The role of the University of Technology becomes particularly relevant here. From its inception, it has undertaken to create skilled and professional graduates for the labour force. The rapid pace of its recent expansion, particularly under President Errol Morrison and his team, is dazzling and exciting. With two colleges and five faculties, UTech is no longer a small institution.

Every university graduate who needs a job will find a job sooner or later; hence, universities are like factories which create jobs, but with one critical exception. It costs less to finance the education of a university graduate, on average, than it costs to create any but the cheapest manufacturing job. And universities require no costly foreign exchange from the Bank of Jamaica to provide raw materials and capital goods. They earn some foreign exchange by producing foreign-exchange earners through remittances. So why not think out of the box? Consider universities to be factories; incentivise, or facilitate them, rather than constrain, to reduce the wasted human resources of the country.
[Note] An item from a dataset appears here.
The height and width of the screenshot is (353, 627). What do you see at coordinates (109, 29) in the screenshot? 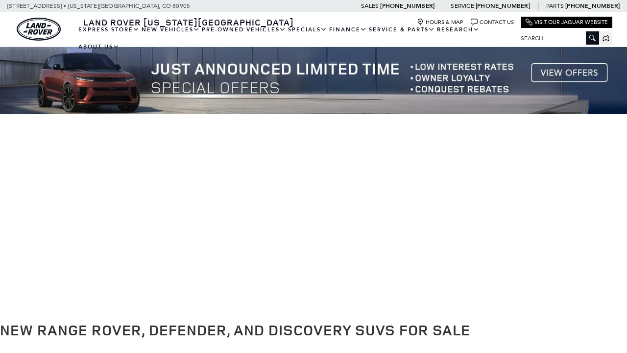
I see `a: EXPRESS STORE` at bounding box center [109, 29].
With 11,000 students, UTech has sprouted from small to medium size and can expand further if given the freedom by Government to do so. The most recent poll shows 83 per cent of graduates of UTech find employment within the first six months. I am proud to be part of this dynamic at this time.

There is no greater waste of capacity in the entire country than the 70 per cent of non-literate non- graduates whose chances at being productive and successful are forlorn, even after a dozen years of schooling. This is a most critical area of investment for growth, prosperity, social development and cultural well-being.

A university education does even more:


  1. Graduates can scale the social walls of exclusion, raising their own status in the society and the recognition due to earners of higher incomes, through academic achievement, an immense social benefit;
  2. More important, it is the most effective way of reducing the gap between the haves and the have-nots, a national imperative; and
  3. It can create a society which aims, in my own words: "Not to destroy wealth, but to create it, not to pull down the strong who succeed, but to pull up the weak who are trying not to accept ignorance as a way of life,but to abolish it;  Not to tolerate injustice to man, for every man must have equal rights and justice."


The university in Jamaica has not been given appropriate recognition as an effective player in job creation, a dynamic transformer of the social structure and a mixing pot of cultural creativity.

It is the institution on which our future will depend to transform hopelessness to hopefulness. It is the powerhouse of intellectual energy, the bank of human resources and the soul of the society.

Remember, again, my own words:

"There is no educated country that is poor and no poor country that is educated. If prosperity be the goal, higher skills are the tools and knowledge is the way."

My congratulations to all those students, administrative staff, faculty and members of the University Council for nurturing this gem to hang like a pearl of pride on the necklace of the nation.

Edward Seaga, a former prime minister, is chancellor of the University of Technology and distinguished fellow at the University of the West Indies.